I got a new camera for Father’s Day. It’ll be here tomorrow. If you follow this blog for whatever reason, you’ll know that I take a lot of pictures. My old Nikon Coolpix 5700 wasn’t cutting it anymore. A very nice camera for what it is, it’s a) got a fixed lens, b) slow as molasses in January at taking and recording pictures, and c) slow (in the aperture sense) so that it’s constantly trying to pop up its flash and use it in daylight.
I’ve got a Canon 40D coming. It’s referred to as a “prosumer” model digital SLR. I get to start collecting lenses. I’m starting with a 50mm f1.4 Canon lens that is purported to enable all kinds of natural light shots. The thing is supposed to be pretty much instant on with more than 6 shots per second continuous. Without going into all the snazzy specs, let me just say, I’m stoked. Again.
What I’m NOT stoked about is that Cedar, my Supreme Executive Commander of Field Operations is leaving me for a real job. She’s been helping me in the garden for more than a year, and I’m a little concerned about my ability to keep up without her conscientious work ethic. On top of that, we spent many hours discussing plants, dirt, and politics. Now, it’s back to muttering swearwords to myself and doing my own weeding. Still, she’s scored what sounds like her perfect job elsewhere. I can’t kick at that. The end of an era.
Finally, I’ve got black aphids on my Rainier cherry. They’re all over the growing tips, and they’re sucking the life out of them.
Fascinating little factoid about aphids: they can give birth, without a mate, to pregnant females. Isn’t that… disgusting? No, wait, and then… based on changing light levels, they start cranking out males so that they can make eggs to overwinter. Freaks!
Anyway, the thing with aphids is that they reproduce fast. Really fast. As in, one of the little buggers can produce thousands of offspring. Now, THAT is why it doesn’t really help to spray for them unless you want to go full chemical warfare and kill everything in the city limits. Even if one of them gets past you, a couple of weeks, and they’re all back.
What you want to have happen is a robust population of predators– ladybugs, syrphid flies, lacewings, etc. The problem is that THEY don’t have pregnant babies. They all go through the normal process, and it takes a while. In the meantime, the you-know-whats are producing their freaking little pregnant clone armies and sucking the life out of your cherry tree.
So, the question is… should I do anything?
No matter what I do, the ladybugs crawling around (having good old sex, thank you very much) are going to suffer. Even if I spray with water, it’ll knock them and their progeny off the tree– at least the adults can fly back. Don’t even get me started on spraying other stuff. Still, if I don’t do ANYTHING, the seething hordes overrun the poor tree so badly that branches just start throwing in the towel and crisping up.
If you’re waiting for the smarty-pants answer, I don’t have it. Right now, I’m doing two things:
1) Battling the ants that put the damn things there in the first place. Often, you’ll find that an aphid problem is actually more of an ant problem, since the ants will basically “farm” them for honeydew. The ants will even, I’m told, store their eggs over the winter in their nests and defend them from predators. I’ve put a tanglefoot strip around the trunk of the tree. That worked for a while, until the ants figured out that some nearby plants touch the tree above that trap. They’re back.
2) Rinsing them off with a jet of water when the populations get so out of hand that I don’t think the predators would ever catch up. I’m not sure it really helps the situation, but it makes me feel better to blast them.
Eventually, I guess, the weather will takes its own toll on them, and the numbers will subside. In the meantime, I encourage the immigration of as many predators as I can by planting beds of their favorite plant snacks and avoiding any -icides, organic or otherwise whenever possible (e.g., no sulfur fungicide, and my peach tree would be a gooey brown rot mess.)
The cherry is definitely the worst case of an infestation that I have right now (followed by a lovely crop of root weevils munching on my evergreen huckleberries). We’ll have to wait and see if my action through inaction approach pans out in the long run.


I do the water blasting, which makes me feel better. Sometimes I just cut off the aphid-covered areas and toss the whole end into the city compost collection.
Also, because my garden’s so small, I like to find ladybugs or assassin bugs (or ladybug larvae) and gently move them to the aphid-afflicted plant. Then I sit and watch them chow down for a while, which also makes me feel better. And I figure that if they’re well-fed, they’ll be more likely to have little ladybug progeny sooner.
The aphids and slugs are much less of a nuisance this year, but for some reason I have hordes of earwigs chowing on everything.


=== About this task ===
Apart from the pictures, every line below needs to be reproduced verbatim.

Data entries:
────────────────────────────────────────

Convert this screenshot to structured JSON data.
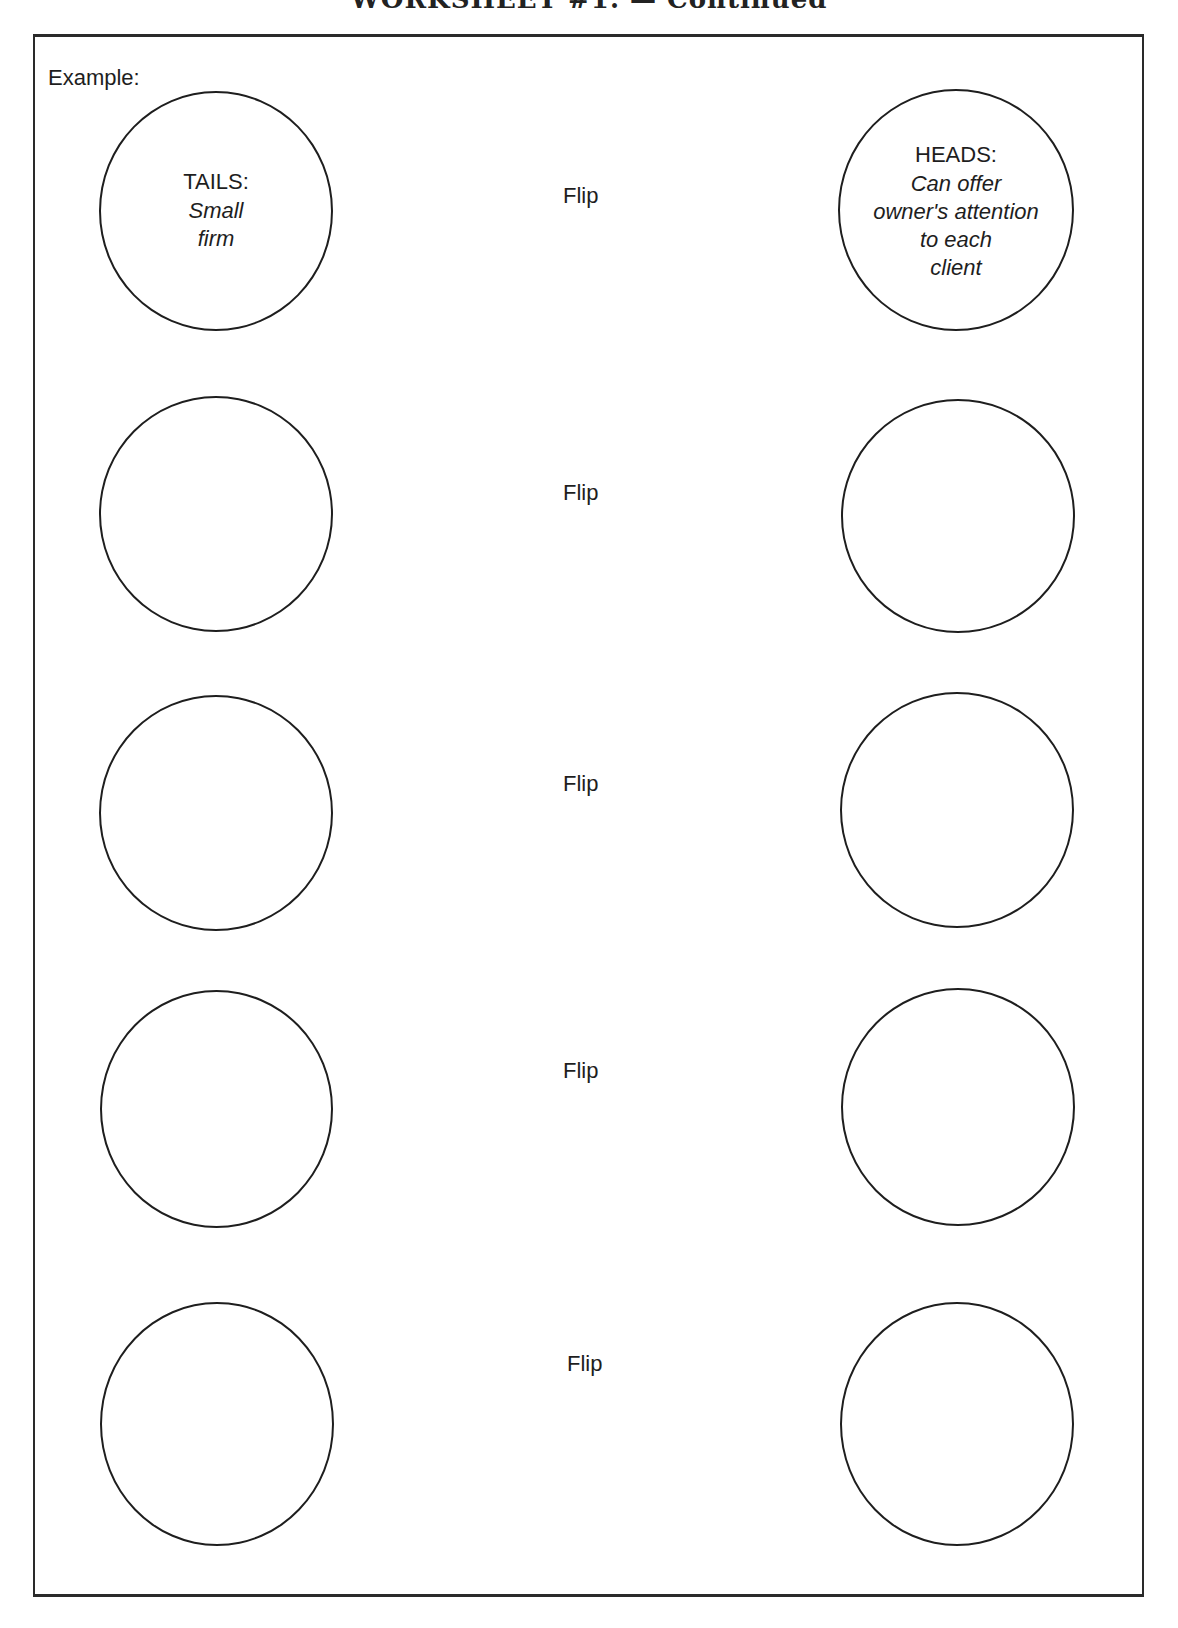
{
  "header": {
    "title": "WORKSHEET #1. — Continued"
  },
  "worksheet": {
    "example_label": "Example:",
    "rows": [
      {
        "tails": {
          "side_label": "TAILS:",
          "description_lines": [
            "Small",
            "firm"
          ]
        },
        "flip_label": "Flip",
        "heads": {
          "side_label": "HEADS:",
          "description_lines": [
            "Can offer",
            "owner's attention",
            "to each",
            "client"
          ]
        }
      },
      {
        "tails": {
          "side_label": "",
          "description_lines": []
        },
        "flip_label": "Flip",
        "heads": {
          "side_label": "",
          "description_lines": []
        }
      },
      {
        "tails": {
          "side_label": "",
          "description_lines": []
        },
        "flip_label": "Flip",
        "heads": {
          "side_label": "",
          "description_lines": []
        }
      },
      {
        "tails": {
          "side_label": "",
          "description_lines": []
        },
        "flip_label": "Flip",
        "heads": {
          "side_label": "",
          "description_lines": []
        }
      },
      {
        "tails": {
          "side_label": "",
          "description_lines": []
        },
        "flip_label": "Flip",
        "heads": {
          "side_label": "",
          "description_lines": []
        }
      }
    ]
  }
}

────────────────────────────────────────

=== Written answer ===
Convert this screenshot to structured JSON data.
{
  "header": {
    "title": "WORKSHEET #1. — Continued"
  },
  "worksheet": {
    "example_label": "Example:",
    "rows": [
      {
        "tails": {
          "side_label": "TAILS:",
          "description_lines": [
            "Small",
            "firm"
          ]
        },
        "flip_label": "Flip",
        "heads": {
          "side_label": "HEADS:",
          "description_lines": [
            "Can offer",
            "owner's attention",
            "to each",
            "client"
          ]
        }
      },
      {
        "tails": {
          "side_label": "",
          "description_lines": []
        },
        "flip_label": "Flip",
        "heads": {
          "side_label": "",
          "description_lines": []
        }
      },
      {
        "tails": {
          "side_label": "",
          "description_lines": []
        },
        "flip_label": "Flip",
        "heads": {
          "side_label": "",
          "description_lines": []
        }
      },
      {
        "tails": {
          "side_label": "",
          "description_lines": []
        },
        "flip_label": "Flip",
        "heads": {
          "side_label": "",
          "description_lines": []
        }
      },
      {
        "tails": {
          "side_label": "",
          "description_lines": []
        },
        "flip_label": "Flip",
        "heads": {
          "side_label": "",
          "description_lines": []
        }
      }
    ]
  }
}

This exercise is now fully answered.